Multiple-choice tests are the easiest way to get an A. There’s one definitive answer if you know the content. Unlike free-response questions, multiple-choice questions are more objective, which keeps the answer from many to one. Therefore, all I need to do is memorize the notes and textbook to earn an “A”. 

Multiple-choice tests give me a 20% or 25% of a correct answer I may not get with an open note test. Sometimes when I half study or am on the edge of an A, I need that cushion to help me succeed.

Please keep giving us multiple choice questions because they are my strength. If you get rid of it, all of the questions will be free responses, and I cannot think of an answer. I find it more difficult to create and critically think about the answer to a free response question than a multiple choice question.

So, teachers of Leesville do not listen to the usual naysayers. As they said, you hear it every year, but you trust your judgment and keep multiple-choice tests. You know what is right and what is wrong for us.

Sincerely,

The LRHS Student Body

 

Please stop making us memorize for no reason

Multiple-choice questions do not accurately measure my understanding of the subject.
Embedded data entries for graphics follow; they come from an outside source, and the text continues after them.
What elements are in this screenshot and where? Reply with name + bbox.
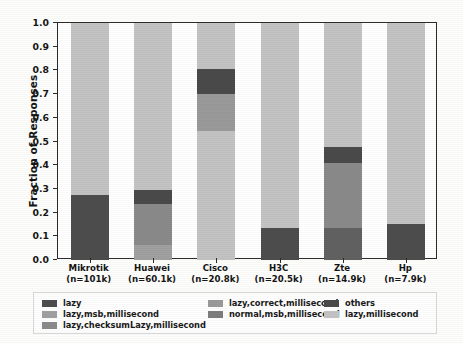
y-tick-label: 0.3 xyxy=(23,182,49,193)
bar-stack xyxy=(197,23,235,258)
y-tick-label: 0.4 xyxy=(23,159,49,170)
bar-hp[interactable] xyxy=(387,23,425,258)
vendor-sample-count: (n=7.9k) xyxy=(359,274,451,285)
y-tick-label: 0.7 xyxy=(23,88,49,99)
bar-stack xyxy=(261,23,299,258)
legend-color-swatch xyxy=(208,311,223,318)
vendor-name: Huawei xyxy=(134,263,170,273)
legend-color-swatch xyxy=(42,311,57,318)
x-tick-mark xyxy=(216,258,217,263)
bar-segment[interactable] xyxy=(387,224,425,260)
bar-segment[interactable] xyxy=(324,228,362,260)
x-tick-mark xyxy=(280,258,281,263)
x-tick-mark xyxy=(406,258,407,263)
legend-color-swatch xyxy=(324,300,339,307)
x-tick-mark xyxy=(153,258,154,263)
vendor-name: Hp xyxy=(399,263,412,273)
bar-segment[interactable] xyxy=(134,23,172,190)
bar-segment[interactable] xyxy=(324,147,362,162)
bar-huawei[interactable] xyxy=(134,23,172,258)
legend-item[interactable]: lazy xyxy=(42,298,81,308)
y-tick-label: 0.9 xyxy=(23,40,49,51)
bar-h3c[interactable] xyxy=(261,23,299,258)
y-tick-label: 0.2 xyxy=(23,206,49,217)
bar-zte[interactable] xyxy=(324,23,362,258)
y-tick-label: 0.8 xyxy=(23,64,49,75)
legend-label: normal,msb,millisecond xyxy=(229,309,340,319)
bar-stack xyxy=(324,23,362,258)
bar-segment[interactable] xyxy=(324,163,362,228)
legend-item[interactable]: lazy,msb,millisecond xyxy=(42,309,159,319)
legend-label: others xyxy=(345,298,375,308)
bar-segment[interactable] xyxy=(324,23,362,147)
legend-item[interactable]: lazy,checksumLazy,millisecond xyxy=(42,320,206,330)
vendor-name: H3C xyxy=(269,263,288,273)
legend-label: lazy,checksumLazy,millisecond xyxy=(63,320,206,330)
bar-cisco[interactable] xyxy=(197,23,235,258)
legend-item[interactable]: lazy,millisecond xyxy=(324,309,418,319)
bar-segment[interactable] xyxy=(261,228,299,260)
vendor-name: Mikrotik xyxy=(69,263,109,273)
y-tick-label: 0.5 xyxy=(23,135,49,146)
legend-label: lazy,correct,millisecond xyxy=(229,298,339,308)
bar-segment[interactable] xyxy=(197,94,235,131)
bar-mikrotik[interactable] xyxy=(71,23,109,258)
chart-figure: Fraction of Responses 0.00.10.20.30.40.5… xyxy=(0,0,463,343)
bar-segment[interactable] xyxy=(387,23,425,224)
bar-segment[interactable] xyxy=(197,131,235,260)
bar-segment[interactable] xyxy=(134,190,172,204)
legend-color-swatch xyxy=(42,300,57,307)
legend-label: lazy xyxy=(63,298,81,308)
y-tick-mark xyxy=(53,259,58,260)
bar-segment[interactable] xyxy=(71,23,109,195)
bar-stack xyxy=(387,23,425,258)
vendor-name: Cisco xyxy=(203,263,228,273)
y-tick-label: 0.1 xyxy=(23,230,49,241)
plot-area xyxy=(57,22,437,259)
bar-segment[interactable] xyxy=(261,23,299,228)
bar-stack xyxy=(71,23,109,258)
x-tick-mark xyxy=(90,258,91,263)
legend-label: lazy,millisecond xyxy=(345,309,418,319)
chart-legend: lazylazy,msb,millisecondlazy,checksumLaz… xyxy=(33,292,437,334)
x-tick-label-hp: Hp(n=7.9k) xyxy=(359,263,451,284)
legend-color-swatch xyxy=(208,300,223,307)
bar-stack xyxy=(134,23,172,258)
legend-item[interactable]: normal,msb,millisecond xyxy=(208,309,340,319)
bar-segment[interactable] xyxy=(197,69,235,94)
bar-segment[interactable] xyxy=(134,204,172,244)
legend-item[interactable]: others xyxy=(324,298,375,308)
y-tick-label: 0.6 xyxy=(23,111,49,122)
legend-color-swatch xyxy=(324,311,339,318)
stacked-bars-group xyxy=(58,23,436,258)
legend-color-swatch xyxy=(42,322,57,329)
legend-item[interactable]: lazy,correct,millisecond xyxy=(208,298,339,308)
bar-segment[interactable] xyxy=(197,23,235,69)
bar-segment[interactable] xyxy=(71,195,109,260)
y-tick-label: 1.0 xyxy=(23,17,49,28)
legend-label: lazy,msb,millisecond xyxy=(63,309,159,319)
x-tick-mark xyxy=(343,258,344,263)
vendor-name: Zte xyxy=(334,263,350,273)
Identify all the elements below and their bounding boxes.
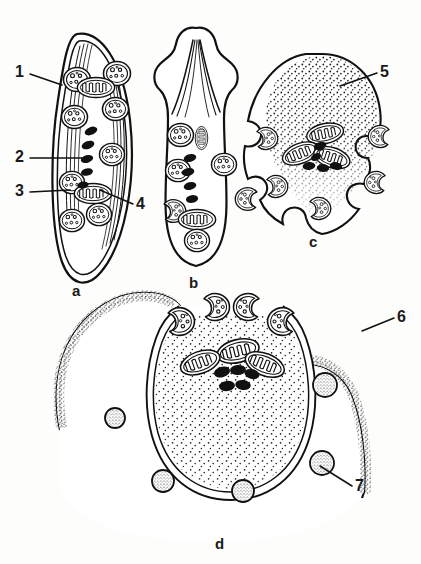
panel-letter-b: b [189, 275, 198, 290]
callout-label-6: 6 [397, 309, 406, 325]
mitochondrion [195, 126, 208, 149]
nucleus [87, 203, 112, 225]
granule [310, 451, 334, 475]
nucleus [62, 105, 88, 128]
granule [313, 373, 337, 397]
granule [232, 480, 254, 502]
nucleus-notched [235, 188, 257, 211]
panel-letter-a: a [72, 283, 80, 298]
nucleus [212, 153, 237, 175]
nucleus-notched [364, 171, 385, 193]
callout-label-5: 5 [380, 64, 389, 80]
granule [152, 470, 174, 492]
mitochondrion [178, 210, 215, 230]
callout-label-2: 2 [15, 149, 24, 165]
granule [105, 408, 125, 428]
panel-letter-c: c [309, 234, 317, 249]
leader-6 [362, 318, 394, 331]
figure-root: 1 2 3 4 5 6 7 a b c d [0, 0, 421, 564]
panel-b [154, 28, 257, 266]
panel-c [244, 54, 389, 234]
leader-1 [30, 74, 62, 85]
panel-letter-d: d [215, 536, 224, 551]
panel-d [57, 293, 366, 542]
nucleus [60, 209, 85, 231]
mitochondrion [77, 78, 114, 98]
callout-label-7: 7 [355, 478, 364, 494]
nucleus [103, 97, 129, 120]
callout-label-3: 3 [15, 183, 24, 199]
nucleus [185, 229, 210, 251]
callout-label-1: 1 [15, 64, 24, 80]
nucleus [168, 123, 194, 146]
nucleus-notched [368, 125, 389, 147]
nucleus [100, 143, 125, 165]
callout-label-4: 4 [136, 196, 145, 212]
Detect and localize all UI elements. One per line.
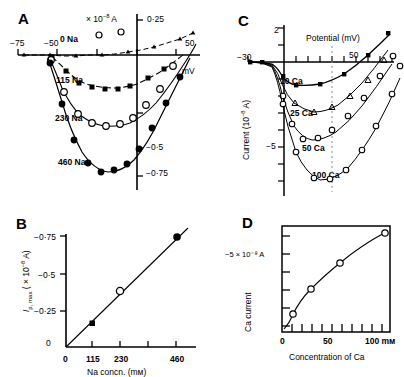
panel-d-plot <box>204 196 404 377</box>
panel-c-series-100ca <box>250 62 403 182</box>
panel-a: A × 10−8 A −75 −50 50 0·25 −0·5 −0·75 mV… <box>0 0 204 190</box>
panel-c-plot <box>204 0 404 196</box>
panel-d: D −5 × 10⁻⁸ A Ca current 0 50 100 mᴍ Con… <box>204 196 404 377</box>
panel-d-y-ticks <box>282 236 290 326</box>
panel-a-series-460na <box>47 58 190 175</box>
panel-d-x-ticks <box>292 324 382 332</box>
panel-b-axes <box>66 234 196 347</box>
panel-b-x-ticks <box>92 341 176 347</box>
panel-a-axes <box>18 14 200 190</box>
panel-c: C 2 −5 −30 50 Potential (mV) Current (10… <box>204 0 404 196</box>
panel-b: B Ip, max ( × 10−8 A) −0·75 −0·5 −0·25 0… <box>0 190 204 377</box>
panel-a-plot <box>0 0 204 190</box>
panel-a-series-230na <box>48 44 196 129</box>
panel-d-data-points <box>290 230 388 317</box>
panel-a-x-ticks <box>18 49 176 55</box>
panel-a-series-0na <box>22 29 196 58</box>
panel-b-fit-line <box>66 228 188 347</box>
panel-a-series-115na <box>50 54 185 92</box>
panel-b-plot <box>0 190 204 377</box>
panel-d-frame <box>282 226 390 332</box>
panel-b-y-ticks <box>60 236 66 311</box>
panel-d-curve <box>284 232 386 329</box>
They measure my memory for something I will not remember when I finish the test or use later in life when I am 25 or 50. 

We sure do not use multiple choice tests after high school. In fact, freshman college students who went to Leesville admit that their final exams are not multiple choice. So, we try to conquer multiple-choice tests for 13 years, and then it is not even used in an academic setting in college? What’s the point?

Multiple choice is very much luck-based. It is possible to guess your way to limited success. That’s not an equitable situation, which goes against Leesville’s mission statement of providing a “relevant, engaging, and equitable education” to its students, does it not? 

A valid criticism of those who like multiple-choice tests is that if we throw away multiple-choice tests, what about standardized tests like the ACT or SAT? 

Unlike regular multiple-choice tests created in school, the ACT and SAT are made with the intent to make us think critically. Just compare your average LRHS multiple choice test to an old ACT multiple-choice exam, and you will see the difference. 

Those standardized tests are what school tests should be doing: testing my abilities for the real world. In the real world I will not be using y=mx+b in any capacity. I will need valuable skills like problem solving and critical thinking in anything I do when I am older. 

And to think, teachers most likely hear this complaint every year and keep making the same mistakes by giving us these tests. Hopefully, this time is different, and you guys will listen and move towards better assessing practices.